The lighting technology giant, Signify aims to establish a market for Li-Fi in the public transportation sector. In a recent move, the lighting major has partnered with an Italian bus and train interior specialist to develop systems that would use light to deliver onboard entertainment programming, and would eventually deliver Internet service.
Under this alliance with Bodio-Lomnago-based Ellamp Spa, Signify would give passengers on private or public buses a touch screen control of video displays mounted on seatbacks. Passengers could also use the controls to order meals and drinks, and to adjust air conditioning and light levels. The two companies are targeting public and private transportation.
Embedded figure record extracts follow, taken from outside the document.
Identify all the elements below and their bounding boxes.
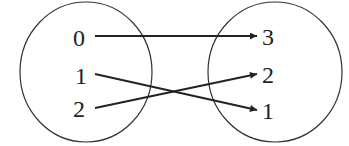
codomain-element-1: 1 [262, 98, 274, 124]
codomain-set: 3 2 1 [208, 2, 342, 142]
domain-element-1: 1 [75, 63, 87, 89]
codomain-element-3: 3 [262, 24, 274, 50]
mapping-diagram: 0 1 2 3 2 1 [0, 0, 349, 146]
domain-set: 0 1 2 [20, 2, 152, 142]
codomain-element-2: 2 [262, 62, 274, 88]
domain-element-2: 2 [73, 96, 85, 122]
domain-element-0: 0 [73, 25, 85, 51]
mapping-arrows [95, 36, 257, 110]
codomain-circle [208, 2, 342, 142]
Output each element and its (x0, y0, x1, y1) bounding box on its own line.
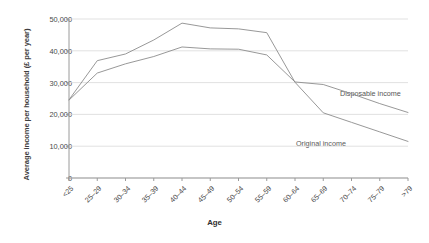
gridlines (69, 19, 408, 178)
axis-lines (69, 19, 408, 178)
chart-container: Average income per household (£ per year… (0, 0, 429, 243)
series-line (69, 47, 408, 113)
plot-area (0, 0, 429, 243)
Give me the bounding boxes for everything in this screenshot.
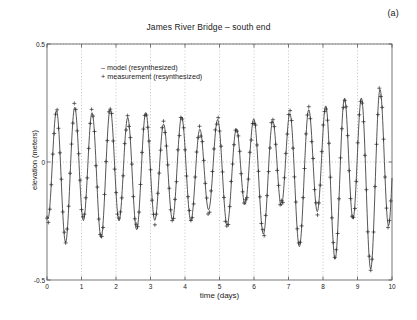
x-tick-label: 10	[388, 283, 395, 290]
series-measurement-markers	[45, 86, 393, 272]
x-tick-label: 3	[149, 283, 153, 290]
y-tick-label: 0.5	[36, 41, 45, 48]
x-tick-label: 4	[183, 283, 187, 290]
x-tick-label: 0	[45, 283, 49, 290]
plot-area	[0, 0, 417, 320]
x-tick-label: 9	[356, 283, 360, 290]
figure-panel: (a) James River Bridge – south end eleva…	[0, 0, 417, 320]
y-tick-label: 0	[41, 159, 45, 166]
x-tick-label: 8	[321, 283, 325, 290]
x-tick-label: 5	[218, 283, 222, 290]
x-tick-label: 1	[80, 283, 84, 290]
x-tick-label: 6	[252, 283, 256, 290]
x-tick-label: 2	[114, 283, 118, 290]
x-tick-label: 7	[287, 283, 291, 290]
y-tick-label: -0.5	[34, 277, 45, 284]
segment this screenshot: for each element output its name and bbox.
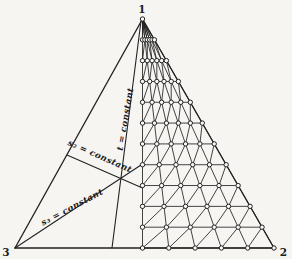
- mesh-node: [207, 163, 211, 167]
- mesh-node: [162, 79, 166, 83]
- mesh-node: [212, 225, 216, 229]
- mesh-node: [140, 183, 144, 187]
- triangle-coordinate-diagram: 1 2 3 t = constant s₂ = constant s₃ = co…: [0, 0, 292, 259]
- mesh-node: [246, 246, 250, 250]
- mesh-node: [162, 204, 166, 208]
- mesh-node: [272, 246, 276, 250]
- mesh-node: [164, 225, 168, 229]
- vertex-label-3: 3: [2, 246, 9, 258]
- mesh-node: [140, 121, 144, 125]
- mesh-node: [159, 100, 163, 104]
- vertex-label-2: 2: [280, 246, 287, 258]
- mesh-node: [248, 204, 252, 208]
- mesh-node: [140, 142, 144, 146]
- mesh-node: [212, 142, 216, 146]
- mesh-row-lines: [143, 40, 275, 248]
- mesh-node: [198, 183, 202, 187]
- mesh-node: [147, 79, 151, 83]
- mesh-node: [183, 142, 187, 146]
- mesh-node: [140, 204, 144, 208]
- mesh-node: [188, 121, 192, 125]
- mesh-node: [188, 100, 192, 104]
- mesh-node: [226, 204, 230, 208]
- mesh-node: [217, 183, 221, 187]
- mesh-node: [191, 163, 195, 167]
- mesh-node: [140, 79, 144, 83]
- mesh-node: [188, 225, 192, 229]
- mesh-node: [140, 246, 144, 250]
- mesh-node: [193, 246, 197, 250]
- mesh-node: [155, 58, 159, 62]
- mesh-node: [224, 163, 228, 167]
- mesh-node: [169, 100, 173, 104]
- mesh-node: [183, 204, 187, 208]
- mesh-node: [260, 225, 264, 229]
- mesh-node: [159, 183, 163, 187]
- mesh-node: [150, 100, 154, 104]
- mesh-node: [150, 58, 154, 62]
- mesh-node: [174, 163, 178, 167]
- mesh-node: [140, 225, 144, 229]
- mesh-node: [176, 79, 180, 83]
- mesh-node: [152, 38, 156, 42]
- mesh-node: [140, 100, 144, 104]
- mesh-node: [169, 79, 173, 83]
- mesh-node: [219, 246, 223, 250]
- mesh-node: [236, 225, 240, 229]
- mesh-node: [140, 58, 144, 62]
- mesh-node: [236, 183, 240, 187]
- mesh-node: [140, 163, 144, 167]
- mesh-diagonal-lines: [143, 19, 263, 248]
- mesh-node: [205, 204, 209, 208]
- vertex-label-1: 1: [138, 3, 145, 15]
- mesh-node: [176, 121, 180, 125]
- mesh-node: [145, 58, 149, 62]
- mesh-node: [164, 121, 168, 125]
- mesh-node: [159, 58, 163, 62]
- mesh-node: [179, 183, 183, 187]
- mesh-node: [179, 100, 183, 104]
- mesh-node: [152, 121, 156, 125]
- mesh-node: [155, 79, 159, 83]
- mesh-node: [164, 58, 168, 62]
- mesh-node: [157, 163, 161, 167]
- mesh-node: [155, 142, 159, 146]
- mesh-node: [167, 246, 171, 250]
- mesh-node: [169, 142, 173, 146]
- mesh-node: [200, 121, 204, 125]
- mesh-node: [140, 17, 144, 21]
- mesh-node: [198, 142, 202, 146]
All the server-connected movies, TV shows, and other goodies would be delivered via modulated infrared light waves. Li-Fi uses light waves rather than the radio waves of Wi-Fi and cellular service, a technique which proponents say portends faster, more reliable, and more secure service. Sometimes it uses visible light, and sometimes, as is the intention with Signify and Ellamp, it uses infrared. But Li-Fi, which is just a few-year old technology, has yet to crack mainstream use. It received a big publicity boost recently when Air France deployed it on a one-off basis on a commercial flight from Paris to Toulouse.
Signify was not part of that trial, although it has teamed with the flight’s Li-Fi integrator, Latécoère, and with South Korean aerospace firm Huneed Technologies to develop Li-Fi for commercial aviation service using Signify’s Trulifi brand. At the time of announcing the aviation alliance, Signify identified the transportation sector including airlines, buses, and trains as a potential market. It repeated that assertion with Ellamp.
According to Olivia Qiu, chief innovation officer at Signify, the whole world is on the verge of a new era of connectivity. “Imagine having reliable, secure, and fast connectivity, wherever there is light. That is the promise of Trulifi — the ability to provide people with the same high-quality and secure connectivity experience whether they’re aboard a bus, train, airplane, or on the ground,” he has been quoted as saying in a report. According to Signify, one of the advantages of Li-Fi over Wi-Fi on a bus is that Li-Fi delivers a more stable signal that is not susceptible to jostling movements the way Wi-Fi does.
In another such development, Signify and Ellamp have come together to trial the Li-Fi service, where Ellamp develops the interior systems on transportation vehicles such as buses and trains. As reported by a news portal, anticipating healthy appetite from bus as well as train operators, Signify has plans to announce the companies which are involved in onboarding the technology at a later stage. These deployments are not intended to provide Internet service unless telecommunications providers enable broadband support to moving vehicles.
At that point, passengers would likely have to attach a USB Li-Fi receiver (a dongle) to their laptop or other gadget to use Internet service. Laptop and gadget makers have yet to embed Li-Fi chips into their devices the way they have with Wi-Fi. The absence of native Li-Fi on devices has held back its uptake.
Part of the problem is that an indecisive standards battle is dragging on, between backers of protocols from the Institute of Electrical and Electronics (IEEE) Engineers on the one hand, of protocols from the International Telecommunication Union (ITU) on the other. Chipset prices remain high in the meantime.
In one small step forward, Taiwanese ruggedised laptop maker Getac recently announced that it is considering embedding Li-Fi chips from Edinburgh, Scotland-based pureLiFi, which uses IEEE technology unlike Signify which prefers ITU.